Wednesday, September 21, 2022

Enchanted Forest





A few weeks ago on my birthday I decided to try to find the Fairy House again, the ruined cottage we visited on a history walk around our neighborhood in April.

I wanted to see it without a crowd of people, and I wanted to make a pilgrimage to a place I'm sure was visited by Ella Young. There are no records that she visited, but the timing would be right, and I can use my imagination.







 

As I wrote before, the Fairy House was on the Marblehill estate. According to Charlie Gallagher, my neighbor, Lotta Law had it built for her children, but her friend George Russell sometimes lived in it.

The Law family posted some photos of the Fairy House interior.


This photo is from a different time because the drawing is changed. This one is obviously painted by AE. The others probably are too.


I found the Fairy House easily. It's there behind the rhododendrons. 















That dark hole is the fireplace, and the crumbling wall next to it is what's left of AE's painting of A Lordly One.





The cottage once had a view of the sea, but monster rhododendrons have taken over.


Other people visit here on pilgrimage. I turned over a stone, and found a ten-cent piece under it. This account, by historian Brian McKernan of the AE Appreciation Society is similar to my experience discovering the Fairy House. He notes that the blue post caught his eye, and he's right, seeing the post in the wood reminded me of Narnia.

Near the front of the cottage, about where photographer of the   above stood 100 years ago, I found a white triangular stone, turned it over, and to my surprise there was something underneath it.









I didn’t dig further, for fear of finding a dead cat, desecrating a relic, or falling through a fairy door.

Then I noticed a thin brownish-golden stone, of a type still used to build houses here. Someone had left it leaning against the bottom of the front wall.



When I picked it up, I thought I could see a face in it.
 

Can you?



 

I’ve been visited many shrines of Saints in Ireland. Some are ruined oratories, some are cathedrals, some are wells, some are a pile of rocks. They never last forever, except in our imagination. 

I imagine the rock shows Ella's face, and it will forever live in me because I left it there. 

I stepped away from the ruin and lay on my back in the woods, listening to distant robins.




 It was a perfect summer afternoon and it was my birthday.





I got up and wandered, until I realized I'd gone beyond all paths, and all sign of any other humans in this place.








I did not see what AE saw, or maybe I did.

I wandered until I got lost.




As an offering, I sang a few songs to the fairies. Then I found the way home.  


On the way, I climbed over a wall and into a pasture beyond. I noticed this foot-high tunnel, which I learned later is a "rabbit smoot," not a Fairy Door–unless you want it to be.



We watched the summer swallows prepare for the evening.



 I will return to the enchanted forest as often as I can, just like AE did. I want to know it in every season, every light, every birthday.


= DIRECTIONS =
The records that follow are to be transcribed exactly.

= SUPPLIED INFORMATION =
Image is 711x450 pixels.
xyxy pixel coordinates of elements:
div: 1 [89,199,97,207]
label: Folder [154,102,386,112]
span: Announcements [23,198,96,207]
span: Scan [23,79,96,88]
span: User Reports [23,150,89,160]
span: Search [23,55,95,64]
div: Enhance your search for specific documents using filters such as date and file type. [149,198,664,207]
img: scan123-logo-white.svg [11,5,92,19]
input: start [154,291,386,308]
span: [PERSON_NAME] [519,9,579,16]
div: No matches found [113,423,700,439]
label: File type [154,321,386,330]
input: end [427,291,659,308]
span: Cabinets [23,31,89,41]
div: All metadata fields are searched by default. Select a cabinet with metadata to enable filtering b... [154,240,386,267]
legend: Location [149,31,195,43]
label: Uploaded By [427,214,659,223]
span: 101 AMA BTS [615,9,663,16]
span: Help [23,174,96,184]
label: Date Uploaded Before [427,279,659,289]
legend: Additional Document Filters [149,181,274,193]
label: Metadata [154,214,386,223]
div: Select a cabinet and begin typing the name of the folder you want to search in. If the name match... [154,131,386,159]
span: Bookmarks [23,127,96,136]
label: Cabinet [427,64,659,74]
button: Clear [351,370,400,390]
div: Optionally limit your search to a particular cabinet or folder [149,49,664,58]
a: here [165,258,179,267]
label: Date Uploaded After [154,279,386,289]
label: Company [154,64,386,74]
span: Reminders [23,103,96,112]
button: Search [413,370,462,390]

= WRITTEN REPLY =
Image is 711x450 pixels.
xyxy pixel coordinates of elements:
div: 1 [89,199,97,207]
label: Folder [154,102,386,112]
span: Announcements [23,198,96,207]
span: Scan [23,79,96,88]
span: User Reports [23,150,89,160]
span: Search [23,55,95,64]
div: Enhance your search for specific documents using filters such as date and file type. [149,198,664,207]
img: scan123-logo-white.svg [11,5,92,19]
input: start [154,291,386,308]
span: [PERSON_NAME] [519,9,579,16]
div: No matches found [113,423,700,439]
label: File type [154,321,386,330]
input: end [427,291,659,308]
span: Cabinets [23,31,89,41]
div: All metadata fields are searched by default. Select a cabinet with metadata to enable filtering b... [154,240,386,267]
legend: Location [149,31,195,43]
label: Uploaded By [427,214,659,223]
span: 101 AMA BTS [615,9,663,16]
span: Help [23,174,96,184]
label: Date Uploaded Before [427,279,659,289]
legend: Additional Document Filters [149,181,274,193]
label: Metadata [154,214,386,223]
div: Select a cabinet and begin typing the name of the folder you want to search in. If the name match... [154,131,386,159]
span: Bookmarks [23,127,96,136]
label: Cabinet [427,64,659,74]
button: Clear [351,370,400,390]
div: Optionally limit your search to a particular cabinet or folder [149,49,664,58]
a: here [165,258,179,267]
label: Date Uploaded After [154,279,386,289]
label: Company [154,64,386,74]
span: Reminders [23,103,96,112]
button: Search [413,370,462,390]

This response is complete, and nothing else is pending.